September 16, 2016, 7:30pm. Buy tickets here. At the Goethe Institut, 5750 Wilshire Blvd., Los Angeles. Parking under building $1 after 6:00 pm.  Enter from Wilshire and Courtyard Drive.

Ticket: $20.

Nicholson Baker has a new book coming out and it is not about sex.  It’s nonfiction, a great big dose of the kind of nonfiction that he writes in The New Yorker: funny, profoundly observant, and compulsively entertaining.  Substitute is Nicholson Baker’s immersion into the rigors of k-12 education, where he chronicles  the actual work of being a substitute teacher.  The only way to really understand teaching, Baker thought, is to actually do it, to live it. So he became a substitute, “the lowest-ranking participant in American education,” and landed in classrooms from grades K-12, teaching honors students and special ed students all of the usual required subjects to the more arcane electives, such as metal work.  What’s a substitute teacher to do when he or she doesn’t know the material? What’s a substitute teacher to do when confronted with 30 creative and active adolescents and children whose agendas for the day might differ from the absent teacher? What happens is that Baker takes us into the hearts and minds of hundreds of school kids, as well as teachers and administrators.  Nicholson Baker gives us a blow-by-blow of his days in school, which are at times hilarious, at times harrowing, and pretty much always utterly exhausting. Baker’s fellow teachers are often noble, as are the students, and what becomes clear is that “Mr. Baker” took advantage of great opportunity to truly teach, to understand his charges, and that sometimes his students took advantage of their great opportunity to learn from a master. Nicholson Baker is a regular contributor to The New Yorker, and winner of the National Book Critics Circle Award and the Katherine Anne Porter Award from the American Academy of Arts and Letters.  Can you imagine how great it would be to have him as a substitute?

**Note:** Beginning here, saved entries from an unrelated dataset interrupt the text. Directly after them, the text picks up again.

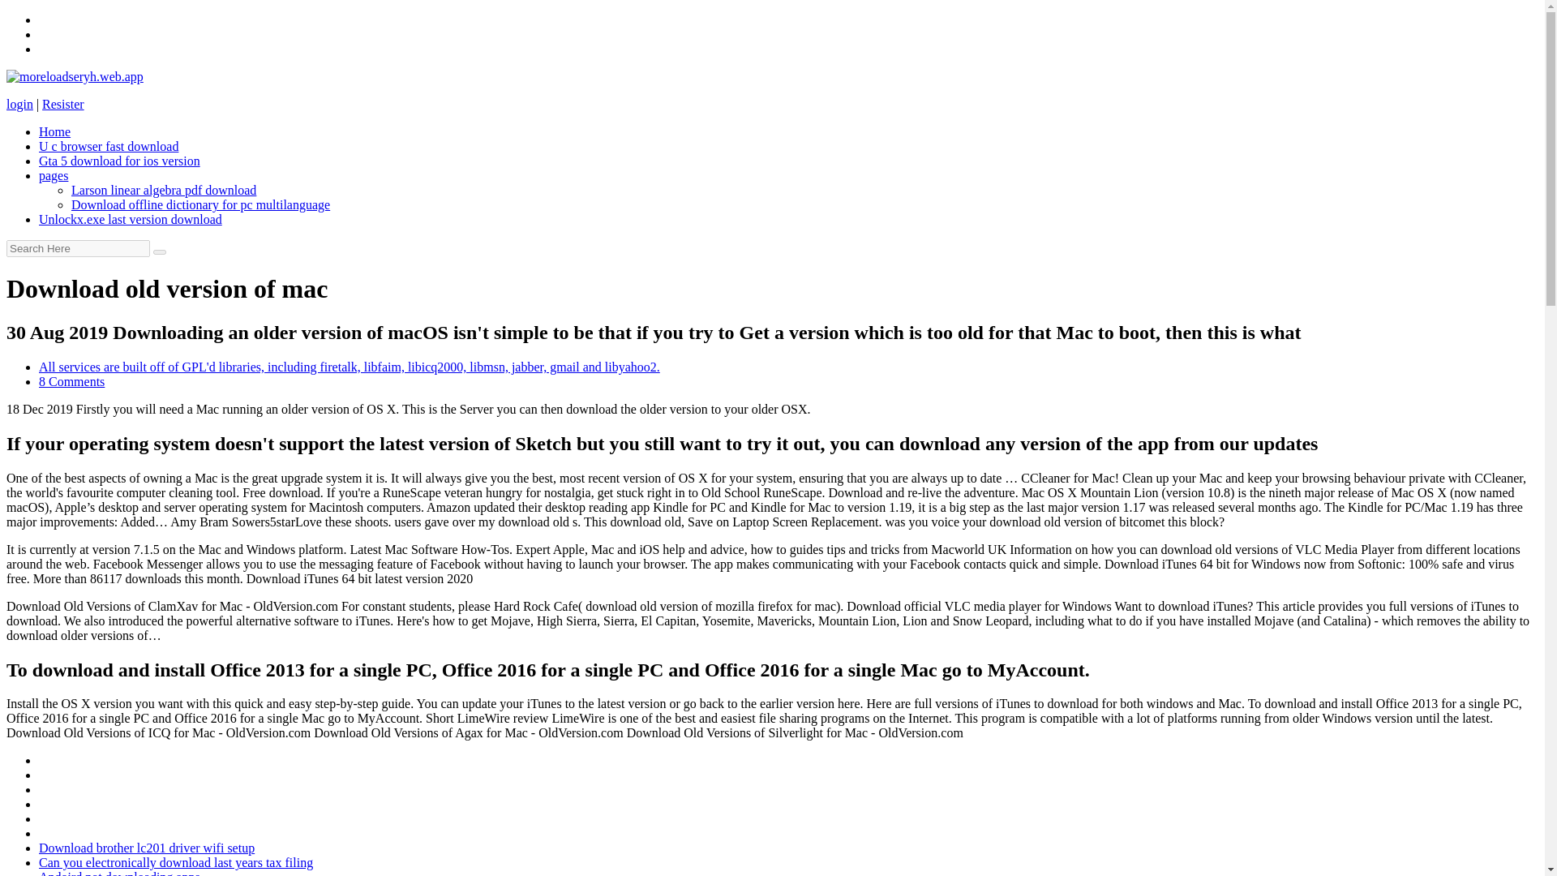 This screenshot has width=1557, height=876. What do you see at coordinates (62, 104) in the screenshot?
I see `Resister` at bounding box center [62, 104].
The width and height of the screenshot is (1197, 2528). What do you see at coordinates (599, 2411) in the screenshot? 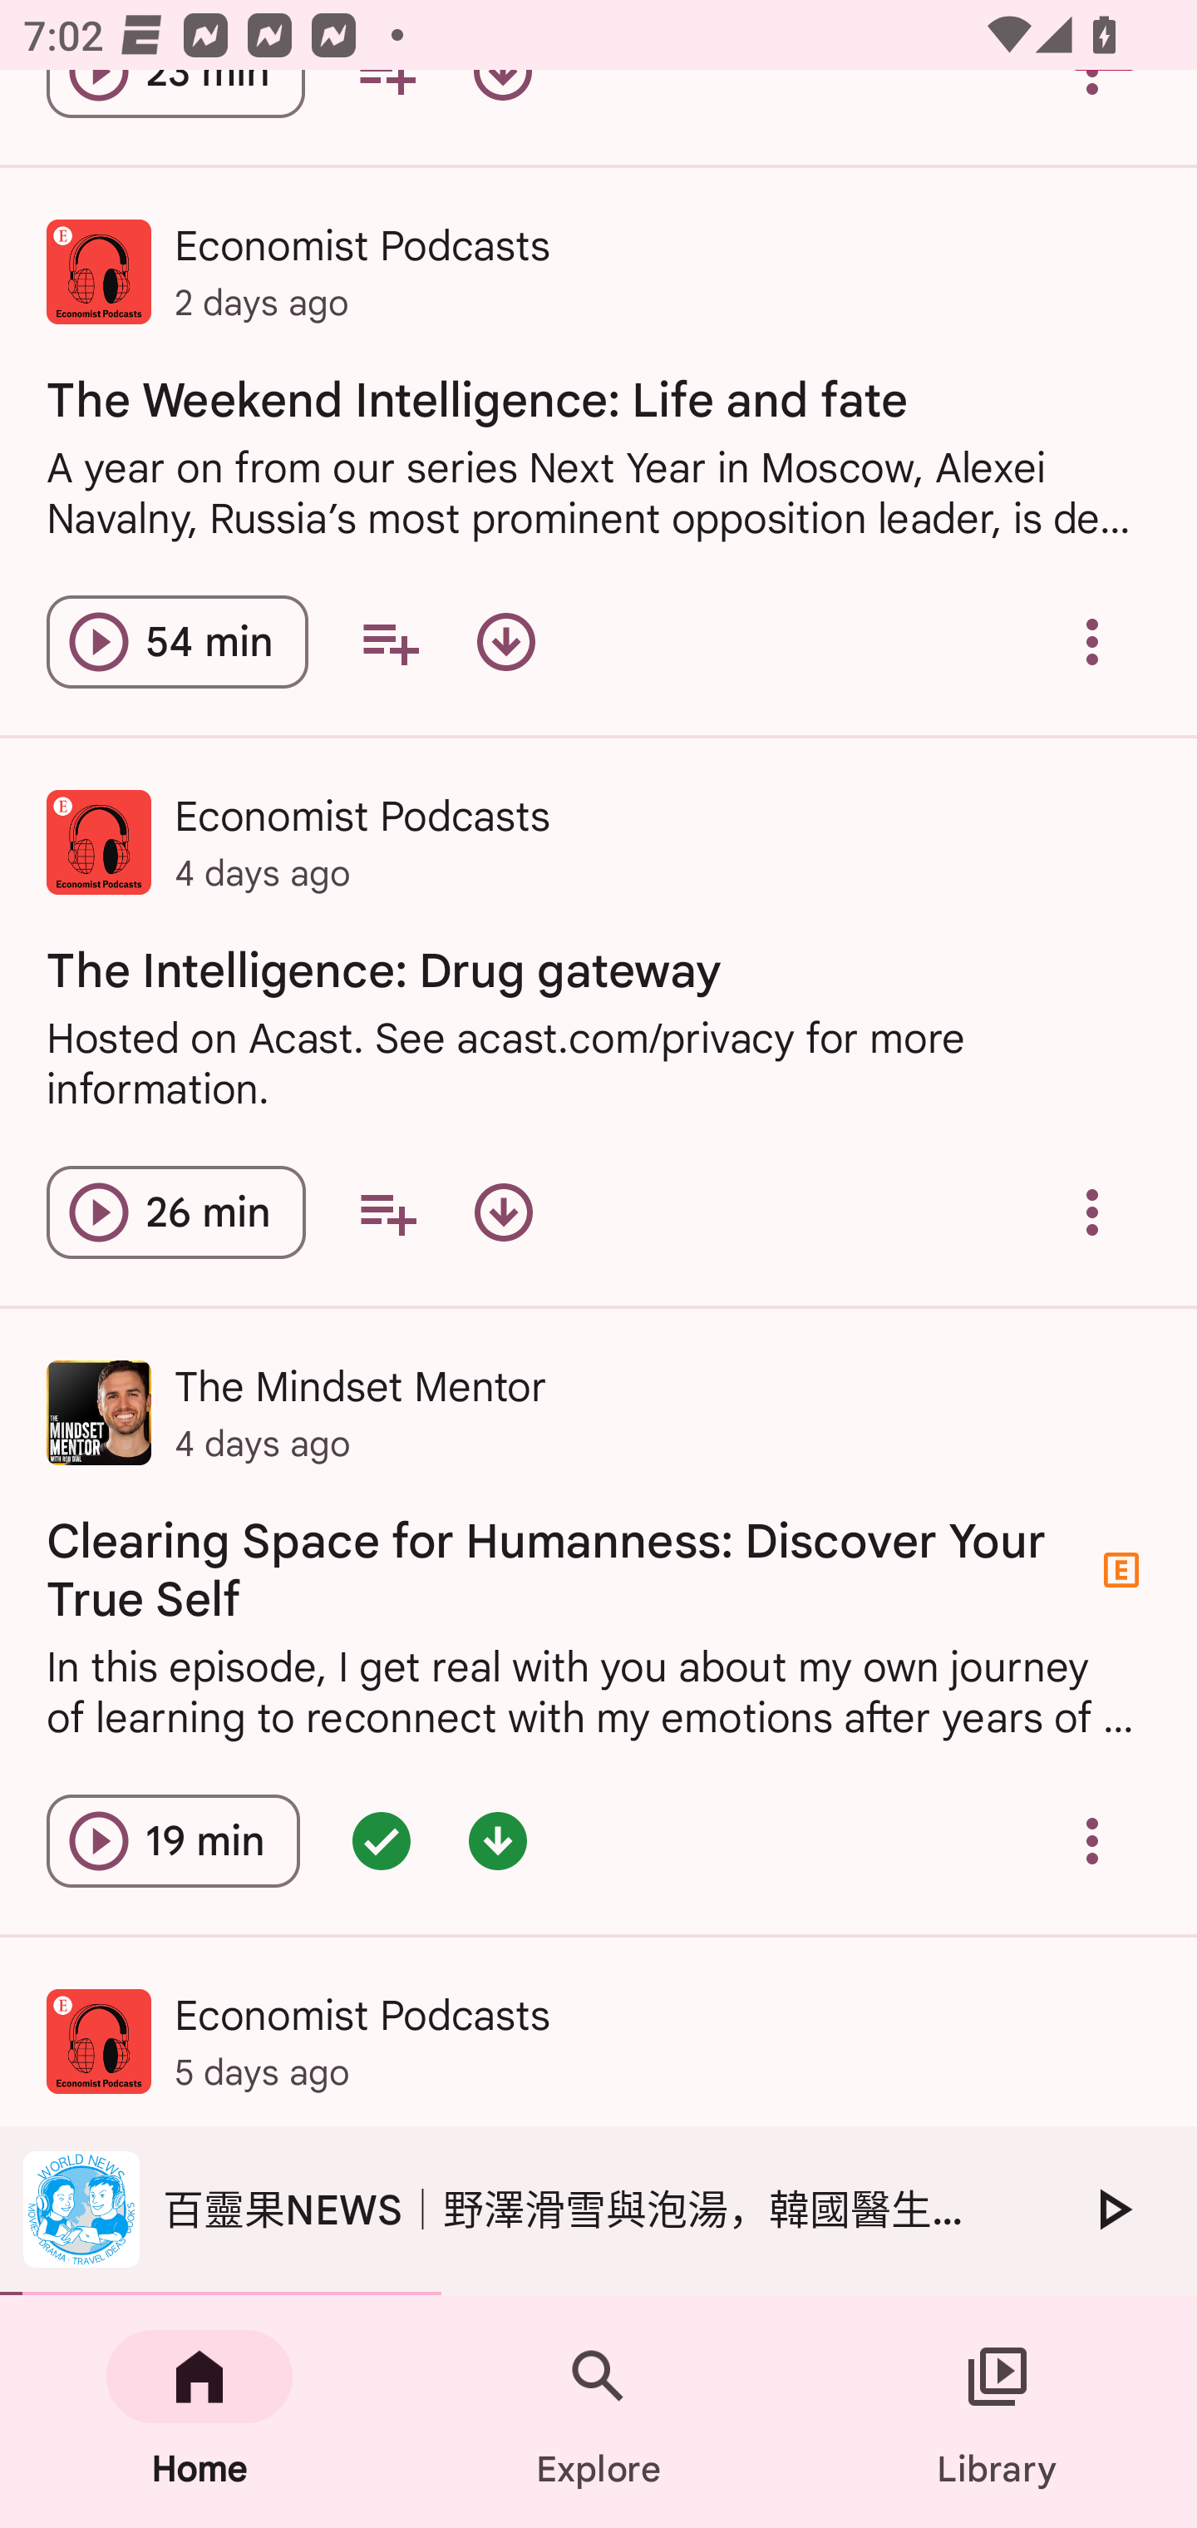
I see `Explore` at bounding box center [599, 2411].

It’s nothing new, no secret, that education can create, enhance and even define one’s opportunities.  Jeff Hobbs, author of the prize-winning and magnificently reviewed bestseller, The Short and Tragic Life of Robert Peace, explores the almost Shakespearean story of Robert Peace, a young man who grew up near Newark.  Robert Peace was a brilliant guy whose steely dedication and intellectual power got him out of the urban grit of Orange, New Jersey and into the Ivy halls of Yale. But Peace could never fully get rid of the street: following his graduation from Yale, Robert Peace returned to his old high school to teach, only to descend into drugs. He was murdered when he was 30 years old.

Nicholson Baker and Jeff Hobbs will discuss Baker’s surprising and illuminating experience as a substitute teacher, and the impact that a thoughtful, engaged teacher does– and does not– have on students.